Sometimes it’s a communication way expressed by another or it’s an ask that you don’t want to partake in but feel obligated.
These are good times to exercise boundaries, and nicely express your “no.”
If it’s communication boundaries crossed, I make sure I let work relationships know how to communicate with me and at what times.
If I worked in a crisis or emergency room setting where it’s timely situations or life or death, that would be different. In my past world, that was weddings.
But for standard office matters where the paper work is there tomorrow, I don’t make rule exceptions. And especially with those I interact with regularly. Because if you let things slide once, you’ll be doing it again. That’s rule #1.
I stick to this for meeting boundaries for others who have to reschedule. If they are rescheduling, they work with my availability. That’s Rule #2. Because they won’t respect your time if you don’t respect your time.
And today you can practice these rules with casual (non-work relationship) people you text message with so you get in a good habit.
Consider it’s so easy to send messages these days in microseconds. You can do this faster than you tie your shoe.

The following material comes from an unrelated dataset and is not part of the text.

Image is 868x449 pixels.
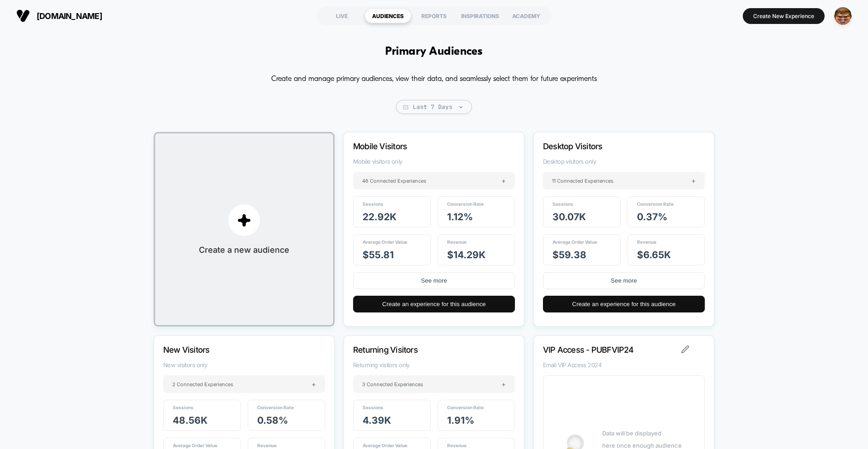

And on the receiving end, your time and calm emotional space can easily be invaded with a thoughtless or misunderstood message at your hip.
Remember before we had texting communication ways, we had mailed letters, phone calls, and email.
Those were delayed ways that you didn’t have to sort through right away.
We still have those ways available.
And you can wisely use them with people who don’t have text-iquette… who didn’t get the memo message.
You know who I’m talking about in your life! 😊
And ya know what I mean…. they keep texting you before you’ve even responded once, taking away from your Lagom calm head space as your phone is pinging off the hook.
You can re-write your rules if a sender starts growing needy and communicates too much and too often that isn’t aligned with your life.
Simply write back… “I’ll write back when I’m available (or at ___)” so it’s crystal clear you drew the line in the sand, aka boundaries. No emojis needed.
Believe me their feelings aren’t hurt as they move on to communicate with someone else since you’re not available.
And if they didn’t get your message, then you know that you did the right thing with your first reply… so you can simply answer in silence the second or next time.
And if it’s a work-someone crossing boundaries, let them know how to (newly) communicate with you. Give them two other methods like setting up a phone call or email. Some people need reminders and you have to train them a few times before it sinks in.
They will get it when you stick to replying in only those ways.
And as reward, you get a Lagom life. Remember, you won’t get your time back. It’s never too late to rewrite your balanced life.